Collaborators Amy Lord and Claire Venus share a day in each of their lives...
What have you been doing today?
Amy Lord: I’ve been enjoying the grey-ness outside from inside my home studio. I’ve been collecting book-making materials for a video shoot this weekend and honing a toolkit people will get in the post. This is for my next project, The Story of You & Me, which is about combining the therapeutic power of craft and our inherent need ability to tell stories to connect with each other. I’m aiming for anyone in the UK to be able to learn how to make a book and fill it with words, using the internet, and the post. More details can be found here http://www.amy-lord.com/the-story-of-you-me. We launched on 1 November so there’s a lot to do!
Claire Venus: I delivered a set of fired ceramics to a school from the First there is a Mountain engagement project, came home made coffee and caught up with emails. I then drove to Newbiggin Children’s Centre to meet with Action for Children about my Voice of the Creative project. I picked my son up from school and then finished a report due to a project funder in the evening.
Is that a typical day for you?
Amy Lord: My working life as an artist is hugely varied. I might be on site transforming a space or working with community groups, for example last week I was leading workshops creatively re-using paper for 4 days at Baltic with young people.
Normally on my self-led projects there’s a point where it becomes a full time job and I’m working similar hours to the rest of the population! I do find when I work from home it’s easy to just keep going until you’re exhausted but I make sure I have breaks where I might just sit in the garden with a cup of tea for 5 minutes, do some yoga at lunchtime or go for a long walk at the end of the day to switch off.
Claire Venus: Yes, my time is split between event delivery, coaching artists and project management. Some days I work at home at my kitchen table and some days I work in arts and cultural venues or in community or children’s centres.
When did you start working with culture, health and wellbeing, and how?
Amy Lord: I’ve been producing artistic work within the cultural sector for the past 10 years but I’ve crafted from a young age doing things like papier mache and decoupage for hours on end and it’s always made me feel grounded and calm. I delivered another bookmaking project in Deptford, London in 2012 that really opened my eyes to the therapy-like power of crafting.
A lot of my work has explored wellbeing but I’d say it became more of a focus in the last 6 years, responding to the heightening interest and awareness about the importance of wellbeing and the knock on effects to every aspect of life – but I was also interested in the commodification of wellbeing.
Experiments in Happiness in 2017 went even deeper and used happiness, mood and mental health as the theme. I thoroughly researched the topic and interviewed specialists and academics, then responded by creating experiences, installations and workshops in an empty building in Newcastle that I transformed over a month.

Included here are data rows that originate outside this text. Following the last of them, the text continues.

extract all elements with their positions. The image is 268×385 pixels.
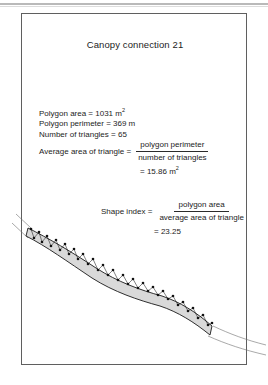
average-area-label: Average area of triangle = <box>39 147 134 156</box>
shape-index-result: = 23.25 <box>154 227 181 236</box>
average-area-result-text: = 15.86 m <box>140 167 176 176</box>
shape-index-denominator: average area of triangle <box>155 212 248 223</box>
stat-polygon-area-text: Polygon area = 1031 m <box>39 109 122 118</box>
stat-polygon-perimeter: Polygon perimeter = 369 m <box>39 119 135 129</box>
shape-index-label: Shape index = <box>101 207 155 216</box>
page-top-rule-shadow <box>0 6 268 7</box>
average-area-numerator: polygon perimeter <box>136 140 208 152</box>
average-area-equation: Average area of triangle = polygon perim… <box>39 140 211 163</box>
shape-index-equation: Shape index = polygon area average area … <box>101 200 248 223</box>
shape-index-numerator: polygon area <box>174 200 228 212</box>
statistics-block: Polygon area = 1031 m2 Polygon perimeter… <box>39 109 135 140</box>
figure-frame: Canopy connection 21 Polygon area = 1031… <box>21 13 247 365</box>
average-area-result-unit: 2 <box>176 165 179 171</box>
figure-page: Canopy connection 21 Polygon area = 1031… <box>0 0 268 385</box>
average-area-fraction: polygon perimeter number of triangles <box>134 140 210 163</box>
shape-index-fraction: polygon area average area of triangle <box>155 200 248 223</box>
page-top-rule <box>0 3 268 5</box>
stat-polygon-area-unit: 2 <box>122 107 125 113</box>
average-area-denominator: number of triangles <box>134 152 210 163</box>
figure-title: Canopy connection 21 <box>22 39 248 50</box>
average-area-result: = 15.86 m2 <box>140 167 179 176</box>
stat-polygon-area: Polygon area = 1031 m2 <box>39 109 135 119</box>
stat-number-of-triangles: Number of triangles = 65 <box>39 130 135 140</box>
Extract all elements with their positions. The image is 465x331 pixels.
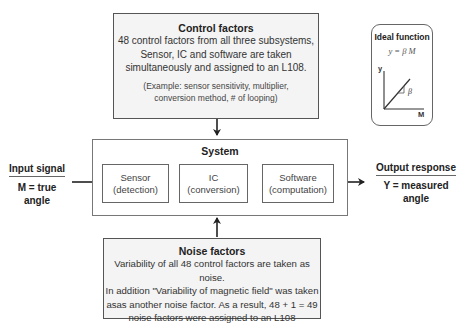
noise-factors-box: Noise factors Variability of all 48 cont… [103, 238, 321, 319]
control-factors-line: 48 control factors from all three subsys… [114, 34, 318, 48]
subsystem-name: Software [279, 172, 317, 184]
noise-factors-line: Variability of all 48 control factors ar… [104, 257, 320, 284]
subsystem-name: IC [209, 172, 219, 184]
slope-label: β [408, 87, 412, 96]
ideal-function-title: Ideal function [372, 32, 432, 42]
control-factors-example: conversion method, # of looping) [114, 92, 318, 104]
subsystem-software: Software (computation) [262, 164, 334, 203]
noise-factors-title: Noise factors [104, 245, 320, 257]
control-factors-box: Control factors 48 control factors from … [113, 13, 319, 119]
control-factors-title: Control factors [114, 22, 318, 34]
ideal-function-equation: y = β M [372, 46, 432, 56]
subsystem-sensor: Sensor (detection) [102, 164, 169, 203]
subsystem-ic: IC (conversion) [179, 164, 248, 203]
input-signal-label: Input signal M = true angle [4, 158, 70, 207]
control-factors-example: (Example: sensor sensitivity, multiplier… [114, 80, 318, 92]
input-signal-heading: Input signal [9, 163, 65, 177]
noise-factors-line: In addition "Variability of magnetic fie… [104, 284, 320, 298]
input-signal-value: M = true [4, 181, 70, 194]
noise-factors-line: noise factors were assigned to an L108 [104, 311, 320, 325]
x-axis-label: M [418, 110, 424, 119]
ideal-function-box: Ideal function y = β M y M β [371, 24, 433, 126]
control-factors-line: simultaneously and assigned to an L108. [114, 61, 318, 75]
noise-factors-line: asas another noise factor. As a result, … [104, 298, 320, 312]
system-title: System [93, 145, 347, 157]
output-response-value: Y = measured [370, 179, 462, 192]
input-signal-value: angle [4, 194, 70, 207]
subsystem-role: (detection) [113, 184, 158, 196]
subsystem-name: Sensor [120, 172, 150, 184]
output-response-label: Output response Y = measured angle [370, 157, 462, 205]
output-response-value: angle [370, 192, 462, 205]
subsystem-role: (conversion) [187, 184, 239, 196]
output-response-heading: Output response [376, 162, 456, 176]
subsystem-role: (computation) [269, 184, 327, 196]
y-axis-label: y [378, 64, 382, 73]
control-factors-line: Sensor, IC and software are taken [114, 48, 318, 62]
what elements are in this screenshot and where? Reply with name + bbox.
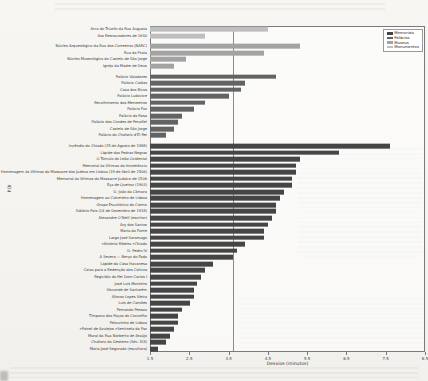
bar-label: José Luís Monteiro (0, 282, 150, 286)
bar-label: Aos Restauradores de 1640 (0, 34, 150, 38)
bar-memoriais (150, 176, 291, 181)
bar-palácios (150, 87, 240, 92)
bar-label: Mural da Rua Norberto de Araújo (0, 334, 150, 338)
bar-memoriais (150, 301, 189, 306)
bar-label: Núcleo Museológico do Castelo de São Jor… (0, 57, 150, 61)
bar-label: Palácio dos Condes de Penafiel (0, 120, 150, 124)
bar-memoriais (150, 144, 390, 149)
bar-monumentos (150, 27, 268, 32)
x-tick-label: 2.5 (186, 356, 192, 361)
bar-label: D. João da Câmara (0, 190, 150, 194)
x-tick-label: 3.5 (225, 356, 231, 361)
bar-monumentos (150, 33, 205, 38)
bar-palácios (150, 133, 166, 138)
bar-memoriais (150, 170, 295, 175)
x-tick-label: 7.5 (383, 356, 389, 361)
bar-label: Palácio Caldas (0, 81, 150, 85)
bar-label: O Túmulo do Leão Ocidental (0, 157, 150, 161)
x-tick-label: 6.5 (343, 356, 349, 361)
bar-label: Palácio da Rosa (0, 114, 150, 118)
bar-label: Tímpano dos Paços do Concelho (0, 314, 150, 318)
bar-label: Palácio Foz (0, 107, 150, 111)
bar-track (150, 33, 425, 40)
bar-label: A Severa — Berço do Fado (0, 255, 150, 259)
bar-palácios (150, 120, 178, 125)
bar-label: Painel de Azulejos «Sentinela da Paz» (0, 327, 150, 331)
bar-museus (150, 51, 264, 56)
bar-memoriais (150, 314, 178, 319)
bar-label: Regicídio do Rei Dom Carlos I (0, 275, 150, 279)
bar-memoriais (150, 281, 197, 286)
x-tick-label: 1.5 (147, 356, 153, 361)
bar-label: Ary dos Santos (0, 223, 150, 227)
bar-label: Eça de Queiroz (1903) (0, 183, 150, 187)
bar-label: Palácio Ludovice (0, 94, 150, 98)
bar-label: Maria da Fonte (0, 229, 150, 233)
bar-palácios (150, 100, 205, 105)
bar-label: António Ribeiro «Chiado» (0, 242, 150, 246)
x-tick-label: 5.5 (304, 356, 310, 361)
bar-memoriais (150, 229, 264, 234)
chart-rows: Arco do Triunfo da Rua AugustaAos Restau… (0, 26, 425, 352)
bar-memoriais (150, 222, 268, 227)
bar-palácios (150, 113, 181, 118)
bar-palácios (150, 94, 229, 99)
bar-memoriais (150, 268, 205, 273)
bar-memoriais (150, 242, 244, 247)
bar-memoriais (150, 275, 201, 280)
bar-memoriais (150, 248, 236, 253)
bar-museus (150, 64, 174, 69)
bar-track (150, 346, 425, 353)
bar-label: Homenagem às Vítimas do Massacre dos Jud… (0, 170, 150, 174)
bar-memoriais (150, 163, 295, 168)
bar-label: Caixa para a Redenção dos Cativos (0, 268, 150, 272)
bar-track (150, 132, 425, 139)
bar-palácios (150, 107, 193, 112)
chart-row: Igreja da Madre de Deus (0, 63, 425, 70)
bar-label: Fernando Pessoa (0, 308, 150, 312)
bar-label: Recolhimento dos Merceeiros (0, 101, 150, 105)
bar-museus (150, 44, 299, 49)
bar-label: Chafariz do Desterro (Séc. XIX) (0, 340, 150, 344)
bar-label: Palácio do Chafariz d'El Rei (0, 133, 150, 137)
x-tick-label: 4.5 (265, 356, 271, 361)
bar-label: Maria José Segurado (escultora) (0, 347, 150, 351)
bar-label: Memorial às Vítimas da Intolerância (0, 164, 150, 168)
bar-label: Castelo de São Jorge (0, 127, 150, 131)
bar-label: Luís de Camões (0, 301, 150, 305)
chart-row: Palácio do Chafariz d'El Rei (0, 132, 425, 139)
bar-label: Homenagem ao Calceteiro de Lisboa (0, 196, 150, 200)
x-axis-label: Desvios (minutos) (150, 361, 425, 366)
bar-memoriais (150, 334, 170, 339)
bar-label: Memorial às Vítimas do Massacre Judaico … (0, 177, 150, 181)
bar-memoriais (150, 183, 291, 188)
chart-row: Aos Restauradores de 1640 (0, 33, 425, 40)
bar-label: Grupo Escultórico do Carmo (0, 203, 150, 207)
bar-memoriais (150, 203, 276, 208)
chart-row: Maria José Segurado (escultora) (0, 346, 425, 353)
bar-label: Palácio Valadares (0, 75, 150, 79)
bar-museus (150, 57, 185, 62)
bar-memoriais (150, 262, 213, 267)
bar-label: Núcleo Arqueológico da Rua dos Correeiro… (0, 44, 150, 48)
bar-memoriais (150, 307, 181, 312)
bar-memoriais (150, 288, 193, 293)
bar-memoriais (150, 209, 276, 214)
bar-memoriais (150, 320, 178, 325)
bar-label: Pelourinho de Lisboa (0, 321, 150, 325)
x-tick-label: 8.5 (422, 356, 428, 361)
bar-memoriais (150, 150, 339, 155)
bar-label: Visconde de Santarém (0, 288, 150, 292)
bar-label: Afonso Lopes Vieira (0, 295, 150, 299)
bar-memoriais (150, 340, 166, 345)
bar-label: Casa dos Bicos (0, 88, 150, 92)
bar-label: Sidónio Pais (14 de Dezembro de 1918) (0, 209, 150, 213)
bar-memoriais (150, 190, 284, 195)
bar-chart-figure: POI MemoriaisPaláciosMuseusMonumentos Ar… (0, 0, 428, 381)
bar-label: Alexandre O'Neill (escritor) (0, 216, 150, 220)
bar-memoriais (150, 255, 233, 260)
bar-memoriais (150, 347, 158, 352)
bar-palácios (150, 127, 174, 132)
bar-palácios (150, 81, 244, 86)
bar-memoriais (150, 216, 272, 221)
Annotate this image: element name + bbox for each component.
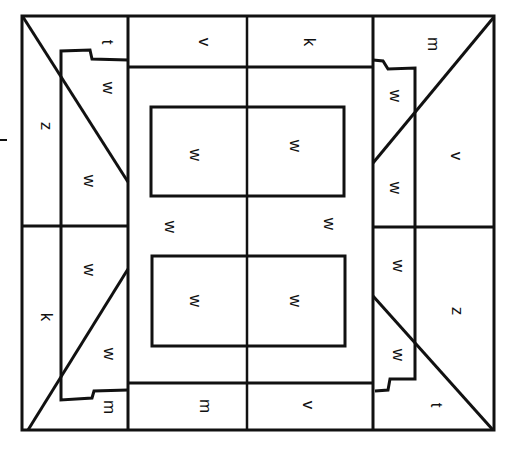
region-label-upper-rect-right: w [281,131,311,161]
region-label-right-lower-inner-top: w [384,251,414,281]
outer-border [22,16,494,430]
region-label-left-upper-inner-top: w [94,73,124,103]
region-label-br-corner: t [422,390,452,420]
region-label-tl-corner: t [93,27,123,57]
region-label-right-lower-inner-bottom: w [384,340,414,370]
region-label-left-upper-inner-bottom: w [75,166,105,196]
region-label-bottom-right-band: v [294,390,324,420]
region-label-center-left: w [156,212,186,242]
region-label-center-right: w [315,209,345,239]
region-label-left-lower-inner-top: w [75,255,105,285]
region-label-bottom-left-band: m [191,391,221,421]
region-label-top-right-band: k [295,27,325,57]
region-label-right-upper-inner-bottom: w [381,173,411,203]
region-label-upper-rect-left: w [181,140,211,170]
region-label-bl-corner: m [95,392,125,422]
region-label-tr-corner: m [419,29,449,59]
region-label-right-lower-outer: z [443,296,473,326]
region-label-lower-rect-left: w [181,286,211,316]
region-label-left-upper-outer: z [32,111,62,141]
region-label-left-lower-inner-bottom: w [95,339,125,369]
region-label-right-upper-outer: v [442,141,472,171]
region-label-right-upper-inner-top: w [381,81,411,111]
region-label-top-left-band: v [190,27,220,57]
region-label-lower-rect-right: w [281,286,311,316]
region-label-left-lower-outer: k [32,302,62,332]
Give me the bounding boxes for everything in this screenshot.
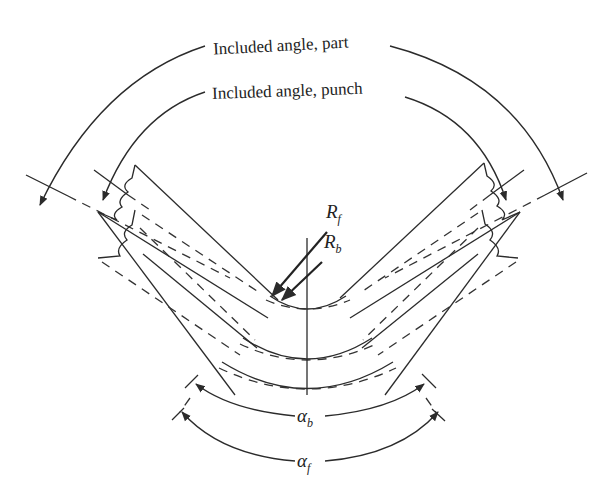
alpha-f-label: αf [297, 450, 312, 475]
springback-diagram: Included angle, part Included angle, pun… [0, 0, 613, 494]
alpha-b-dimension: αb [196, 384, 424, 430]
alpha-extension-lines [172, 374, 445, 421]
included-angle-part-label: Included angle, part [213, 32, 350, 58]
radius-bend-label: Rb [323, 231, 342, 256]
punch-angle-extension-lines [94, 170, 524, 210]
included-angle-part-dimension: Included angle, part [40, 32, 563, 205]
right-part-arm [340, 163, 520, 395]
included-angle-punch-label: Included angle, punch [212, 79, 364, 103]
included-angle-punch-dimension: Included angle, punch [103, 79, 506, 200]
alpha-b-label: αb [297, 405, 313, 430]
radius-final-label: Rf [325, 201, 343, 226]
left-part-arm [98, 165, 278, 395]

Claire Venus: I have been practising yoga for over ten years and my partner is a movement coach and yoga teacher. I became fascinated with how a mindful and in the moment practise can impact positively on wellbeing and started to notice more positive working relationships in my colleagues who make time for exercise or other embodied practises. I personally include more creativity in my life outside of work now as I recognise even though I’m more a manager than an artist it fuels me to have a creative practice myself. I use the WMWBS frameworks as part of my evaluation toolkit and believe the questions help hugely around self-awareness.
What was the last project you came across that inspired you?
Amy Lord: I loved the sound of this project by Katie Paterson: https://www.firstthereisamountain.com/
She invited the public to come together on 25 different beaches all over the UK over a period of time and make installations of sandcastles (the shapes of mountains from across the world) and watch them disappear into the sea. There was lots more to the project and I’ll let you read the description in the link but I just thought it sounded beautiful. Reaching people with creativity outside art venues and traditional art spaces is my absolute favourite. Combined with being outside in nature, by the sea, sharing a moment of connection with fellow humans – it’s an arts project that I’m sure had a profound effect on people’s wellbeing.
Claire Venus: I am really inspired by artists with a socially inclusive practise. I am also inspired by artists who balance parenthood with an ambitious career and artists who evolve with each commission and project. I’m very inspired by play scapes and spaces which are part art/ part installation and part social comment. I am hugely inspired by artist Amy Lord and have had the privilege of working with her over the last two years on two different creative projects underpinned by wellbeing.